2015 faculty and course topics are as follows:

  • Toneta Akers-Toler of Beckley, “Beyond Words = Best” and “Your Best Adventure: Understanding your Body . . . Energy, Space, and Time”;
  • Adam Booth of Shepherdstown, “Green Hills of Wonder”;
  • Christopher Edwards of Charleston, “Protecting the Sustainable Life through the Law and Trail Advocacy” and “The U.S. Supreme Court of Appeals: Making Life Sustainable since 1790”;
  • Cody Hood of Morgantown, “You Can’t Make This Stuff Up” and “Breaking the Mold: Discovering Ways to Be Who I Want to Be”;
  • Karen Gergely of Shepherdstown, “By Your Powers Combined!” and “Perfect Strangers”;
  • Rebecca Giorcelli of Fairmont, “There’s an App for That! An App-Driven Approach to Learning Computer Programming Logic” and “Smart Homes, Smart Cars and Computer Interfaces for Reading Minds”;
  • Matthew Hokom of Fairmont, “The Examined Life: Philosophy, Virtue and Happiness” and “The Personal Essay and the Search for Meaning”;
  • Dan Hollis of Huntington, “Bill of Rights” and “First Amendment: Congress Shall Make No Law”;
  • James Mathews of Fairmont, “Writing the Unreal: Fantasy, Magical Realism and Creative Writing” and “Understanding the Art of the Motion Picture”;
  • John Shirley of Berkeley Springs, “The Theatre of Knowledge” and “Acting Shakespeare: Text-based Approaches to Creating Character”;
  • Doug Squire of Morgantown, “The Art of Problem Solving: Set Theory, Combinatorics and Games ” and “Math Logic: What Does Math Have to Do with Philosophy, Politics & Debate”;
  • Kelly St. Pierre of Cleveland, “Building a Sustainable Life: Music and Social Justice” and “Make Some Noise: Popular Music and Political Advocacy”;
  • Sarah Tomasweski of Sunnyside, N.Y., “Bon Appetit” and “13 Sustainable Things”;
  • Maria Miller of Fairmont, “Science Sustains Us; What Sustains Us” and “It All Started with a Big Bang”;
  • Michael Vannatta of Morgantown, “The Story of DNA: How DNA Has Progressed & Sustained Science” and “From Quantum Mechanics to Quantum Dots: The Study of the Small”;
  • Nick Wilbur of Fairmont, “Medicine, Environment and Movies: The Biology of Sustaining Life” and “Sustaining Life with YouTube: Biology is Stainability through Tech”;
  • Sam Yates of Washington, D.C., “The Trouble with Normal(cy): Intro to Disability and Pop Culture” and “Sustaining America: Cultural Dreamscapes in the United States”;
  • Tyler Crain of Monessen as Videographer.

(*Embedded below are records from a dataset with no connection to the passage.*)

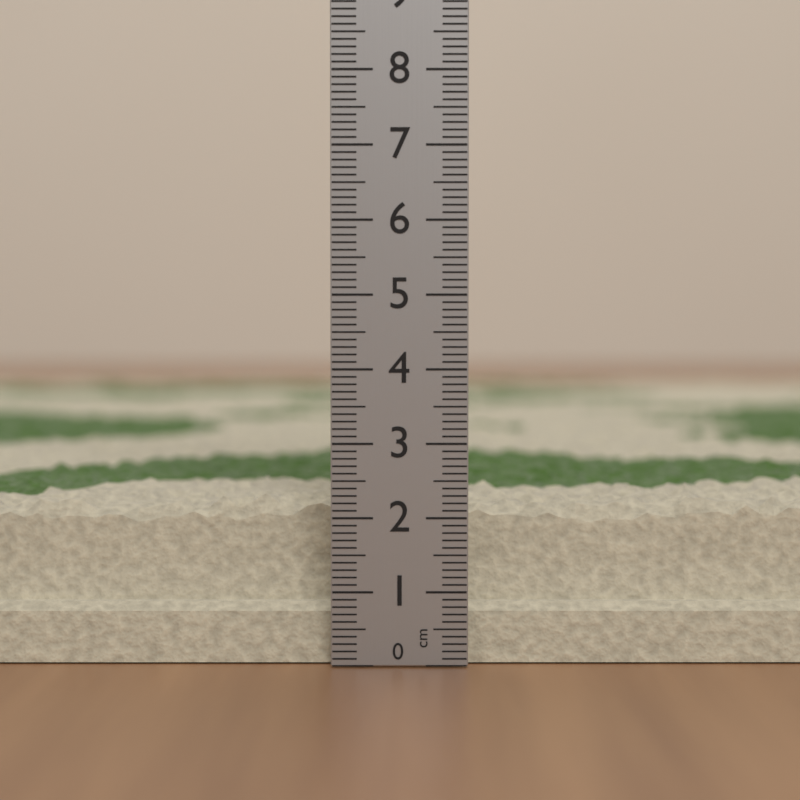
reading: 2.3 cm
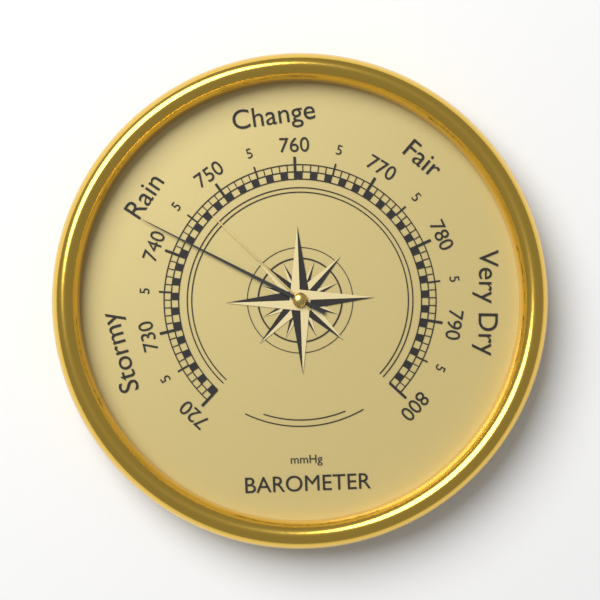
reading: 742 mmHg
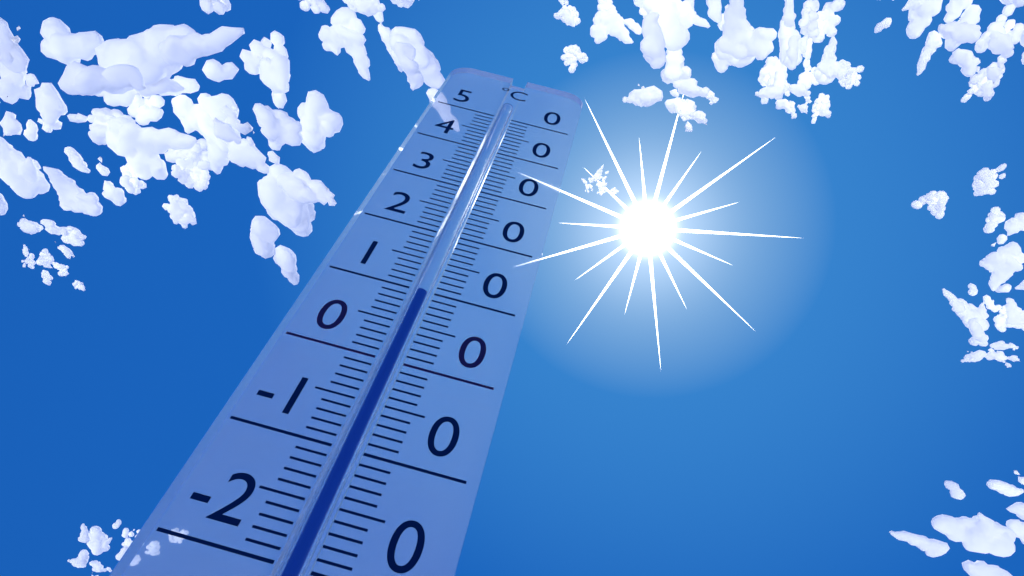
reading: 10 °C
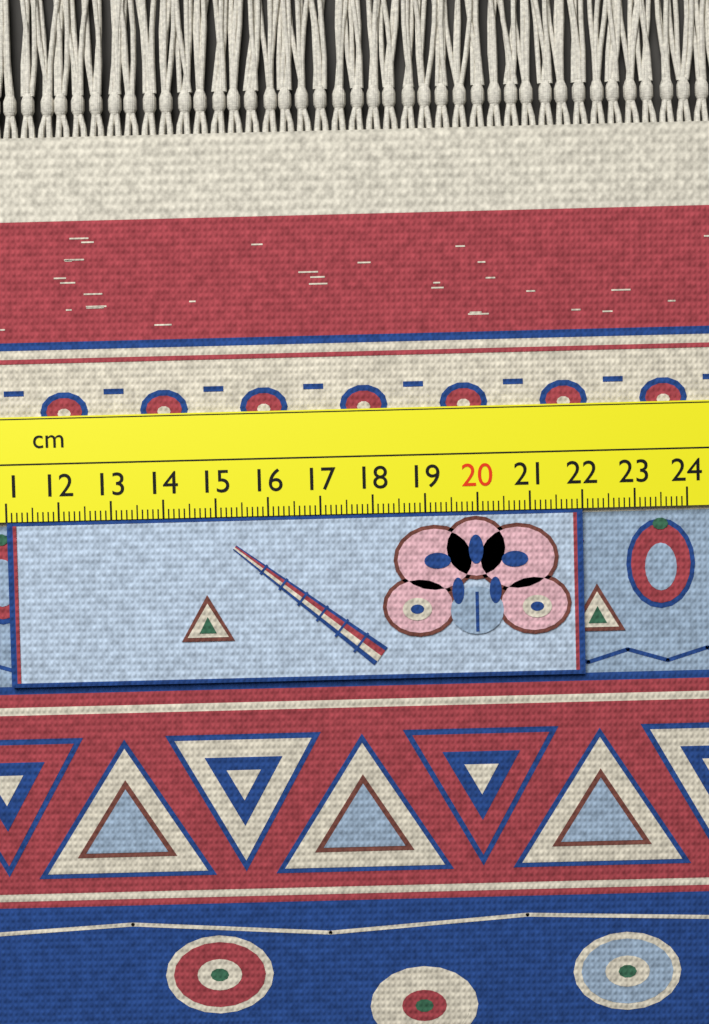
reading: 22.0 cm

In 1984, Gov. John D. Rockefeller started West Virginia’s first Governor’s School, the West Virginia Governor’s Honors Academy. GHA is a project born of a partnership among education, business leaders and state government. It is designed to stimulate and support excellence in education through a three-week residential summer program, which is provided without cost to 200 of the state’s top achieving rising high school seniors.

The mission of the academy is to operate an academically rich environment designed for high ability/high achieving students in an institution of higher education, challenging them to grow intellectually, creatively and socially in a culturally diverse atmosphere.